REVIEW: Mdeilmm: Mole Speech (2024) by Hélène Cixous

Cover, Fail Better by Hal Foster. Image Courtesy Duke University Press.

REVIEW
Mdeilmm: Mole Speech (2024)
By Hélène Cixous
Translated by Peggy Kamuf Hardcover ($25)
University of Chicago Press

By Mána Taylor

I was unsure whether the narrator was alive or not. Early on, she professes “Maman, I committed a murder.” She is speaking to us from a non-place, but her son is there. So is Kafka’s The Idiot, who presents himself as a character. Mdeilmm: Mole Speech (2024) by Hélène Cixous and translated by Peggy Kamuf is a striking reflection on life, death, and language. Referencing many texts, including Victor Hugo’s The Last Day of a Condemned Man, it weaves in segments from literature and life to form a portrait of a person searching for herself. 

“I am writing this in human time it is not I who am dead, the soul accepts to occupy my body without being asked to do so, because from my study all my senses give onto the universe. I do not command. I state.” The book flows from segment to segment, weaving in her personal family history and scans of old documents, unclear what purpose they reveal in the context of the narrator’s identity, but we accept them as readers. They are beautiful to look at. It feels as though she is offering clues as we search, alongside her, for clarity. The book is heavily poetic, it often felt like pushing through thick fog to see a landscape. 

Hélène Cixous and her narrator frequently break the fourth wall, speaking from the place of writing. “I should call this book: Mdeilmm. This idea enchants me. It is just and noble. I end by giving into it and propose it to my editor.” The title Mdeilmm stems from this word that emerges out of thin air and becomes an attachment to the narrator in the second half of the book. It relates to our impression that she is playing with death, conversing between realms, and perhaps even dreaming. Perhaps she is in a heavenly realm, conversing to the dead at a large roundtable. From an interview in November Mag, I discovered that Cixous had children young; when she was in her twenties. In her latest book previous to this one Well-kept Ruins, we learn her mother has passed away. It tints Mdeilmm: Mole Speech with this imagery of Cixous being in the middle, in the middle of her parents and her children. “To be born is not to be, it is to make the acquaintance of infinite fragility.”

The word itself “Mdeilmm” was reported to have been uttered by the spirit of Shakespeare when called upon during a séance procured by Victor Hugo. So the story goes in the book, like a family myth that gets passed down generation to generation. “One could compare Mdeilmm to a meteorite, Mdeilmm has crossed one of my supranatural nights, like a little shining star in my darkness.” The word shapes Cixous’ argument for language, for random occurrences of speech that bring emotion even if they are not “real” words. She holds onto it for life, for sustenance, bridging two worlds together. By speaking to us across literature, she is able to procure infinite stories and use language as an artform. Often not using punctuation or spinning sentence structures, Hélène Cixous has the ability to make us think for centuries.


__Problem description__. Go through the records and extract every line with the word "screenshot".

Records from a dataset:
-.-.-

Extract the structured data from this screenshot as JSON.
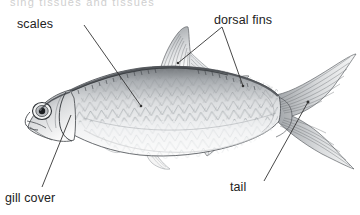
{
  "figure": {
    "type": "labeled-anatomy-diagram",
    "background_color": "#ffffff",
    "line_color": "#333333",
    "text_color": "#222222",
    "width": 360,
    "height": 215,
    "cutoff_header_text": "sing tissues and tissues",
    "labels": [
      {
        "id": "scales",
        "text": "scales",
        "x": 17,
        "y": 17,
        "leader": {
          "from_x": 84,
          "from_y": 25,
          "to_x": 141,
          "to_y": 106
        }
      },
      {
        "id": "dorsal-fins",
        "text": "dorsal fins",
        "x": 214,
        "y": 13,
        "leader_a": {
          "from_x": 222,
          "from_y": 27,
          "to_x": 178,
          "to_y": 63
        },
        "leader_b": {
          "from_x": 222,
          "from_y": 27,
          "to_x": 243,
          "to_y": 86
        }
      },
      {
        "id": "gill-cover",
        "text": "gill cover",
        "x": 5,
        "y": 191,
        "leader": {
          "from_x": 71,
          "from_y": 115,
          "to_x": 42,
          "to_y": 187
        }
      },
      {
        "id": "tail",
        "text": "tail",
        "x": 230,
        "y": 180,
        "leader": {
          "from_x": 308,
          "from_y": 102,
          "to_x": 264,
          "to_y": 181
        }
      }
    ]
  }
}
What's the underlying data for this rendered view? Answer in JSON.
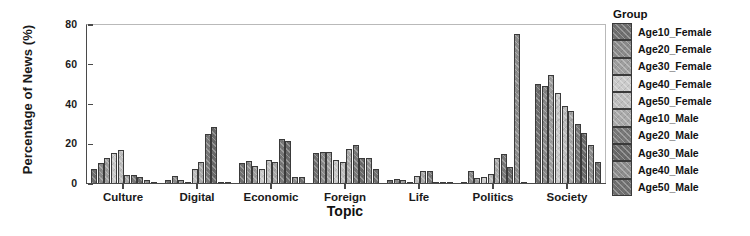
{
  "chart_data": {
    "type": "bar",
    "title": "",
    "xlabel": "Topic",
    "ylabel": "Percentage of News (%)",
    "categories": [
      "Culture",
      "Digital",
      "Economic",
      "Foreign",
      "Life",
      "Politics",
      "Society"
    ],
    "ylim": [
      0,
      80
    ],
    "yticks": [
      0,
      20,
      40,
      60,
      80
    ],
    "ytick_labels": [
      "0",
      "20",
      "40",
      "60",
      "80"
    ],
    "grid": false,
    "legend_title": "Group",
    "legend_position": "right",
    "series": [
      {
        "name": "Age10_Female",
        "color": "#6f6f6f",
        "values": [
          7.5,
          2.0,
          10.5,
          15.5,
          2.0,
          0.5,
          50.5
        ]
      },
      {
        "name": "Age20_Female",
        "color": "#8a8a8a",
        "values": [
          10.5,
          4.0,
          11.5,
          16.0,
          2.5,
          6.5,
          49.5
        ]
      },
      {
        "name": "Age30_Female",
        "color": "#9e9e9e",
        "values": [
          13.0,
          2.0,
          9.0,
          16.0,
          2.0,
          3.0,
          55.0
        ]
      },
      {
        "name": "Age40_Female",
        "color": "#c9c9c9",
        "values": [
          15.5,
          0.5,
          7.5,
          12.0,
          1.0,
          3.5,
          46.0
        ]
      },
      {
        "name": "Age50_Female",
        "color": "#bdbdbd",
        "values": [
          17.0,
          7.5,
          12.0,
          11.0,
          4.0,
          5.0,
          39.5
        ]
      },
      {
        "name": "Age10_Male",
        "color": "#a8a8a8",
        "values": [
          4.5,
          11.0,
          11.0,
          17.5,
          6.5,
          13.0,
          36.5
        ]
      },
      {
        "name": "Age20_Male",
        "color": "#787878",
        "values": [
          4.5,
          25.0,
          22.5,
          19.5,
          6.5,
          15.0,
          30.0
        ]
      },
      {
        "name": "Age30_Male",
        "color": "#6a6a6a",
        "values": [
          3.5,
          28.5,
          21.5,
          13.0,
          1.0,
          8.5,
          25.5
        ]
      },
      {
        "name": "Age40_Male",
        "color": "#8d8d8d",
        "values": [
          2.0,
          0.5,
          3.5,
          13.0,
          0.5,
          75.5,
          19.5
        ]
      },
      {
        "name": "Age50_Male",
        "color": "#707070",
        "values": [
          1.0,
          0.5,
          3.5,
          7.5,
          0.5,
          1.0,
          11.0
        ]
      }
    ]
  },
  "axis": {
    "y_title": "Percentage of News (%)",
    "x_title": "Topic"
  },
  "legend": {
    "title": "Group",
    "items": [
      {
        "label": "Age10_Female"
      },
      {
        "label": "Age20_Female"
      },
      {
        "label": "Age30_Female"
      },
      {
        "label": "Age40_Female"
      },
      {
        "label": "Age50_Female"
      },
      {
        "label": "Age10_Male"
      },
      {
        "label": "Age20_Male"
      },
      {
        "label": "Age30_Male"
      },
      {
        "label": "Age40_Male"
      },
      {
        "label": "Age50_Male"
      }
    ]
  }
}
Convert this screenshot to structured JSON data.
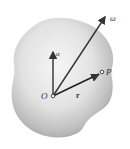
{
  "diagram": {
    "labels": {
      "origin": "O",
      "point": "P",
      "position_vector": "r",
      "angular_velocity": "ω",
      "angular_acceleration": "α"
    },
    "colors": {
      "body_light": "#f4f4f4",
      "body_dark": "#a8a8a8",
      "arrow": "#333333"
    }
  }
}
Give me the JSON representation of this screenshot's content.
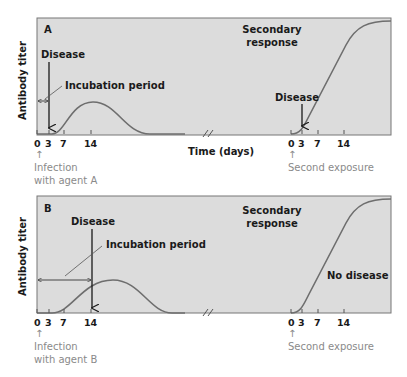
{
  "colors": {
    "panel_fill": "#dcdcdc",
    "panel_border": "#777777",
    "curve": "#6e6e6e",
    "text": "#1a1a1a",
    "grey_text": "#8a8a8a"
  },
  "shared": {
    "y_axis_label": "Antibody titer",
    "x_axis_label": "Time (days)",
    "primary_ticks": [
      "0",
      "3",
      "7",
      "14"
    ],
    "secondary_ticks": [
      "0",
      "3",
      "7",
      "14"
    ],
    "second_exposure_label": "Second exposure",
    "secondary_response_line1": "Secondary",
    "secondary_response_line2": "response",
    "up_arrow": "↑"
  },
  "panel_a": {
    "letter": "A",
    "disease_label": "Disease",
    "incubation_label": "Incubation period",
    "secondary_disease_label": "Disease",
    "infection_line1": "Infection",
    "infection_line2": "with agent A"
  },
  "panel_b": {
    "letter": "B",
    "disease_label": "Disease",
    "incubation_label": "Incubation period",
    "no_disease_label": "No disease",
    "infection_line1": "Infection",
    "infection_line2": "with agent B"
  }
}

-.-.-

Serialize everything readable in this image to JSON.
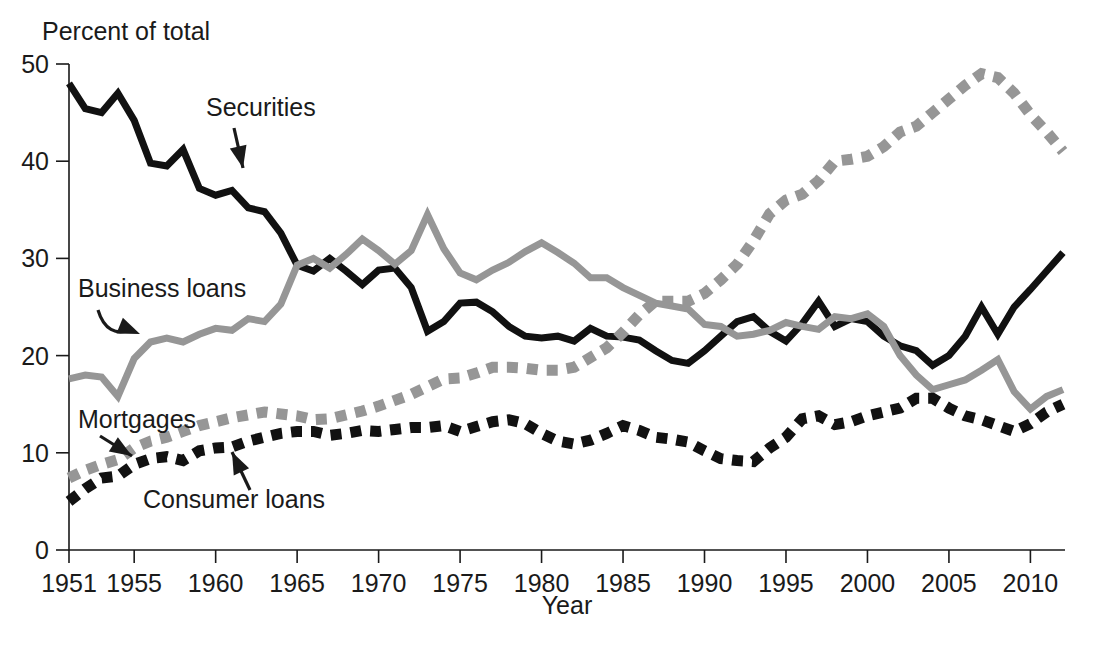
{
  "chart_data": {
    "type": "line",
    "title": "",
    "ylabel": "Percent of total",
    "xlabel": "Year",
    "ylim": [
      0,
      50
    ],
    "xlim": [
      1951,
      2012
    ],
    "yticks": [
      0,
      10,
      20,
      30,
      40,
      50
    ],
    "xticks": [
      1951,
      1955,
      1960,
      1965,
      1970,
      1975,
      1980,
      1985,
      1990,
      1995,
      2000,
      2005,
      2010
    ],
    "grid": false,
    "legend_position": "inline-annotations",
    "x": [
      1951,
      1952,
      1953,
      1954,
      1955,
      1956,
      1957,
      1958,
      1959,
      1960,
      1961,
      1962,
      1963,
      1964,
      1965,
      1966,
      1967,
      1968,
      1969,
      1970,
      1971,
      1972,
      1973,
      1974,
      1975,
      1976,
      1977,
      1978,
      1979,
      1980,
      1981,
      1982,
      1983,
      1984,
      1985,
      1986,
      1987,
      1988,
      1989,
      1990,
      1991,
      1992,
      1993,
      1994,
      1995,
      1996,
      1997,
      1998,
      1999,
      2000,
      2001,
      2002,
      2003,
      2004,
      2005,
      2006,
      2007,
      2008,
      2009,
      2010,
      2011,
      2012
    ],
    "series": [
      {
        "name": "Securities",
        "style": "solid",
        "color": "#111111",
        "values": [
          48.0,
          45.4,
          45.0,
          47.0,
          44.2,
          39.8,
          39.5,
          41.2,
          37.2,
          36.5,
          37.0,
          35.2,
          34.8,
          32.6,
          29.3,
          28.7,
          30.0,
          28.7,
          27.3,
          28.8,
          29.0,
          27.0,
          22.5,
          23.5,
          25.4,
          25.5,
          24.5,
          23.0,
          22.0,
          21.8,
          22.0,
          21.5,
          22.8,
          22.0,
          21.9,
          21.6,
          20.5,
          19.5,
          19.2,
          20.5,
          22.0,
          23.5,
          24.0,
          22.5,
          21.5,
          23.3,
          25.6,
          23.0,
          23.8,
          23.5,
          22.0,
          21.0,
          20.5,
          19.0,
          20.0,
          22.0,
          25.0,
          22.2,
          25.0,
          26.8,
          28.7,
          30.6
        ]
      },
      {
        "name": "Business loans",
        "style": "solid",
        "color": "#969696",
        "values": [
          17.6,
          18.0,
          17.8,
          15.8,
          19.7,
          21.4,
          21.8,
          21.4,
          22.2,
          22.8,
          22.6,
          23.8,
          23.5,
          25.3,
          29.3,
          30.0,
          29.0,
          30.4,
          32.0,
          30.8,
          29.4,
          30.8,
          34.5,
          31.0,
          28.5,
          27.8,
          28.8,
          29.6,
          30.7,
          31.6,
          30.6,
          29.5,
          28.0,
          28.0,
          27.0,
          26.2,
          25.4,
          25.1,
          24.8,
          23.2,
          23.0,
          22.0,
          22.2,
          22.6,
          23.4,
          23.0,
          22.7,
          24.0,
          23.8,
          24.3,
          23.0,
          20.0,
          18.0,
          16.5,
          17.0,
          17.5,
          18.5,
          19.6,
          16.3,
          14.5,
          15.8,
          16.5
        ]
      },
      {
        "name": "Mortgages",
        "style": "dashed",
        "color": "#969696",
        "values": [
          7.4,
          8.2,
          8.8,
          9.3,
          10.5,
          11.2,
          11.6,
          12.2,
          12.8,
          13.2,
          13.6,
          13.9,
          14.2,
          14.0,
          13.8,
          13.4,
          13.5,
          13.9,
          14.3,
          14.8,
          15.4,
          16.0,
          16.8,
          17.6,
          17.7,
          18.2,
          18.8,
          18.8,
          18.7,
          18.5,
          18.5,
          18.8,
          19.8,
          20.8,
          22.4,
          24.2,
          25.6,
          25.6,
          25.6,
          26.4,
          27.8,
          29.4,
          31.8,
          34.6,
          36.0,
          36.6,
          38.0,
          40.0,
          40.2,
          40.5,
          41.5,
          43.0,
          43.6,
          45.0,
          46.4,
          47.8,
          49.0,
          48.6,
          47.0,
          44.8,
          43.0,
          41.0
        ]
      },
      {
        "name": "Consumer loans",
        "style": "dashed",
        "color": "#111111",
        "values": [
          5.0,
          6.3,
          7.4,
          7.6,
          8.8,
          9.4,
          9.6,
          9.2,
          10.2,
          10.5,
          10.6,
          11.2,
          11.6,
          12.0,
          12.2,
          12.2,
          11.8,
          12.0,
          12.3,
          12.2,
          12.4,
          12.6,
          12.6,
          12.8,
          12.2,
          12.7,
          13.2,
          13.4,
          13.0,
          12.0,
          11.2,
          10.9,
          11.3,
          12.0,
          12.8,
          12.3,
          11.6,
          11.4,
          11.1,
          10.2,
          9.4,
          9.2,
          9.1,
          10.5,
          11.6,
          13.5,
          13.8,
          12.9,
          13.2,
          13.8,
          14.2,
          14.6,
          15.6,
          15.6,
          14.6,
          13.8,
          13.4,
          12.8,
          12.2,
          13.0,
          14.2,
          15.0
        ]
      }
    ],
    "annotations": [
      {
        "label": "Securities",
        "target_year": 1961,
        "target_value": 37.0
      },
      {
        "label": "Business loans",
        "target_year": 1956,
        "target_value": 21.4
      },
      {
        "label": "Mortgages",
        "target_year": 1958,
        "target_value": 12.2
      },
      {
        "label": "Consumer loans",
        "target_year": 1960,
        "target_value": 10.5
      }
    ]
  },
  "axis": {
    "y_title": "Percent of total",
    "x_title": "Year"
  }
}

-.-.-

__Response to this exercise__.
Extract the structured data from this screenshot as JSON.
Convert this screenshot to structured JSON data.
Give me the JSON representation of this screenshot's content.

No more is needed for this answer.